Universities Minister calls for institutions to focus on tackling ‘sexual harassment and antisemitism’

Michelle Donelan highlights intimidation of Israeli ambassador outside the LSE in new speech as she condemns 'the shutting down of free speech by violence and threats of violence'.

Tzipi Hotovely being bundled into a car and driven away from LSE event as protesters swarm car 2021 Screenshot Twitter)

Universities Minister Michelle Donelan has called on educational institutions to focus on tackling harassment and antisemitism rather than looking at “trigger warnings” on content.

She added there was a need for “common sense” over the issue of universities placing warnings about content on J.K. Rowling’s Harry Potter stories.

Donelan said students needed to learn to live in the real world after they graduated.

She said: “There are no trigger warnings every day as you operate.

“I’ve not met students who have called for these trigger warnings either.

“They are not the issues that students are bringing up to me – they’re bringing up sexual harassment, they’re bringing up antisemitism,” she said.

Donelan added: “Harry Potter is actually a children’s book.

“Fundamentally it is probably a multimillion-pound industry that has been franchised into films. To say that we need to protect some of our brightest and our best from the likes of Harry Potter is to not only do our universities a disservice but to do our students a disservice.”

In a speech to the Policy Exchange think tank, Donelan also defended the government’s Higher Education (Freedom of Speech) Bill, which will now be carried over to the next session of parliament.

She said the Bill was aimed at preventing “the shutting down of free speech by violence and threats of violence.”

Donelan added: “I find it completely deplorable that, last year, balaclava-clad protestors forced a female academic, Kathleen Stock to stay off campus under threats of physical violence.

“Nor was this an isolated event. Just a few weeks later, the Israeli Ambassador was hounded by an intolerant mob outside an LSE event – facing threats and insults that no other foreign diplomat faces in the UK.

“We are not talking here about peaceful protest, the right to which is sacrosanct. We are talking about threats, intimidation and harassment; the shutting down of free speech by violence and threats of violence.”

She said the government’s Bill “will put a duty on universities to promote free speech and academic freedom, not just protect it.”

She added:” It will put a duty directly on Students’ Unions to protect free speech.”

Donelan revealed the plan is to it establish a new Director for Freedom of Speech and Academic Freedom on the Office for Students Board – “with the power to fine universities, colleges and students’ unions and recommend real redress for those who have had their speech unlawfully restricted.”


§ **What to work on**
For each entry below, write an exact copy and leave out the images.

*** Data for analysis Section Begins ***

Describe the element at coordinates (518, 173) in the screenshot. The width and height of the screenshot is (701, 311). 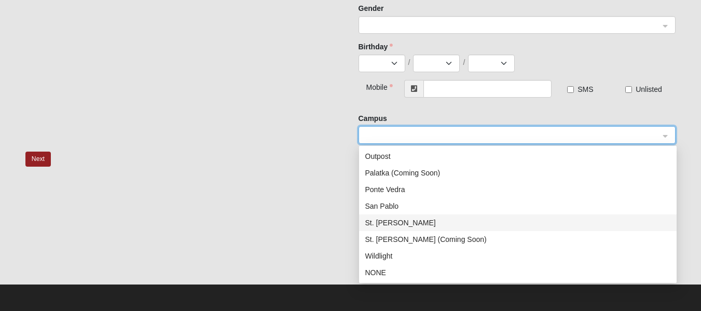
I see `div: Palatka (Coming Soon)` at that location.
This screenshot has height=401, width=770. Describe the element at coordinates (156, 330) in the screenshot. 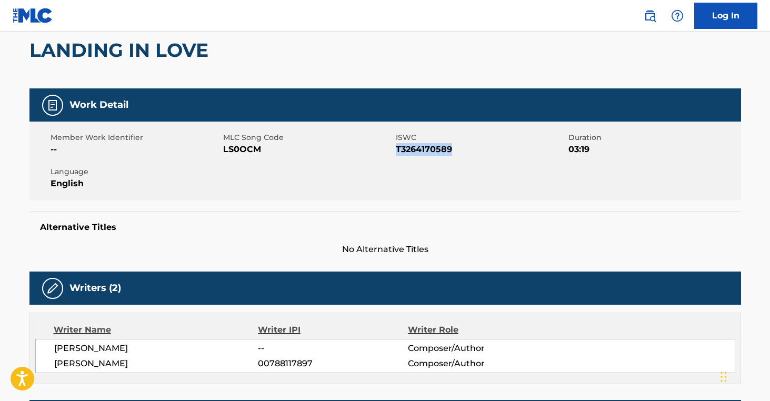

I see `div: Writer Name` at that location.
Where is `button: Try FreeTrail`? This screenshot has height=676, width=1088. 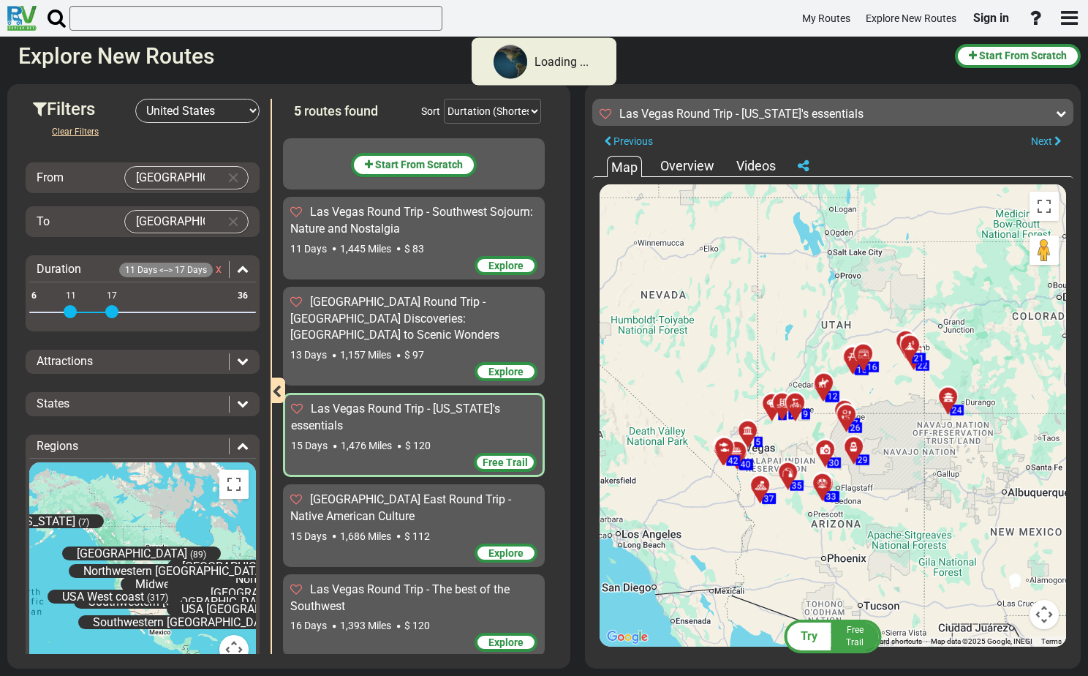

*** Data for analysis Section Ends ***

§ **Solution to the exercise**
Describe the element at coordinates (518, 173) in the screenshot. The width and height of the screenshot is (701, 311). 
I see `div: Palatka (Coming Soon)` at that location.
This screenshot has height=401, width=770. Describe the element at coordinates (156, 330) in the screenshot. 

I see `div: Writer Name` at that location.
Where is `button: Try FreeTrail`? This screenshot has height=676, width=1088. 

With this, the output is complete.